Accepted for/Published in: JMIR Formative Research
Date Submitted: Jun 21, 2021
Open Peer Review Period: Jun 21, 2021 - Aug 16, 2021
Date Accepted: Nov 5, 2022
(closed for review but you can still tweet)
Warning: This is an author submission that is not peer-reviewed or edited. Preprints - unless they show as "accepted" - should not be relied on to guide clinical practice or health-related behavior and should not be reported in news media as established information.

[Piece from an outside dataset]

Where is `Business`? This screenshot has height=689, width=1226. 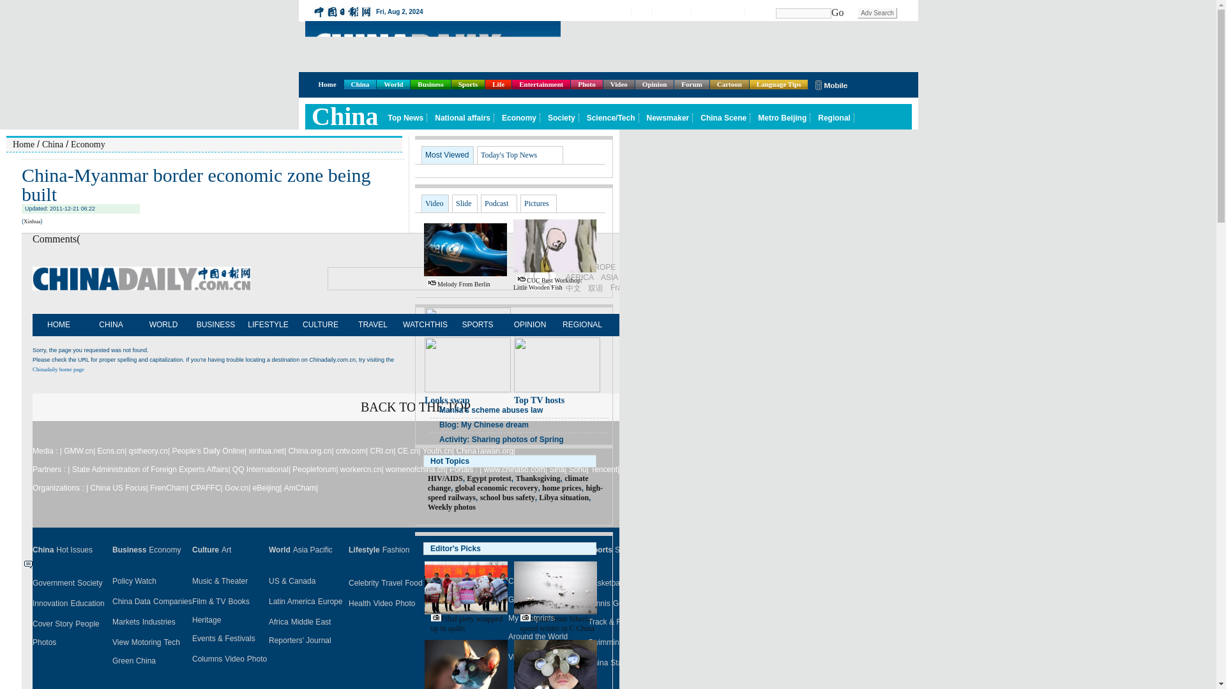 Business is located at coordinates (430, 84).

Utility of Dental Informatics for Dental Research in Rural Appalachia: Observational Study
ABSTRACT
Background:
Rural medical centers, especially in the Appalachian region, have limited funds and expertise to pursue the latest technologies without evidence of their definite cost/benefit. We endeavor to show that dental informatics, which combines dentistry and information technologies, can help identify strategies leading to improved care and reduced cost for a very underserved population.
Objective:
Demonstrate the value of dental informatics on dental health care in rural Appalachia through a study measuring emergency room (ER) use for non-traumatic dental conditions (NTDC) and associated economic impact in a hospital system that primarily serves rural Appalachia.
Methods:
The Appalachian Clinical and Translational Science Institute’s Oral health data mart with relevant data on patients (n=8372) with ER encounters for NTDC between 2010 and 2018 was created using Appalachian Clinical and Translational Science Institute’s research data warehouse. Exploratory analysis was then performed through the development of an interactive dashboard using Tableau. The overall burden of these encounters along with disparities in burden by age groups, gender, and primary payer was assessed.
Results:
Dental informatics was essential in understanding the overall problem and provided an interactive and easily comprehensible visualization of the situation. We found that ER visits for NTDC’s declined by 40% from 2010 to 2018 but a higher percentage of visits required inpatient care and surgical intervention.
Conclusions:
Dental Informatics can provide the necessary tools and support to healthcare systems and state health departments across Appalachia to address serious dental problems. In this case, informatics helped identify that although inappropriate ER use for NTDCs diminished due to ER diversion efforts, they remain a significant burden. Policy changes to promote models that improve access to preventive care such as that divert patients from ER by integrating preventive and curative dental services with existing medical coverage are needed.
Citation
Request queued. Please wait while the file is being generated. It may take some time.
Copyright
© The authors. All rights reserved. This is a privileged document currently under peer-review/community review (or an accepted/rejected manuscript). Authors have provided JMIR Publications with an exclusive license to publish this preprint on it's website for review and ahead-of-print citation purposes only. While the final peer-reviewed paper may be licensed under a cc-by license on publication, at this stage authors and publisher expressively prohibit redistribution of this draft paper other than for review purposes.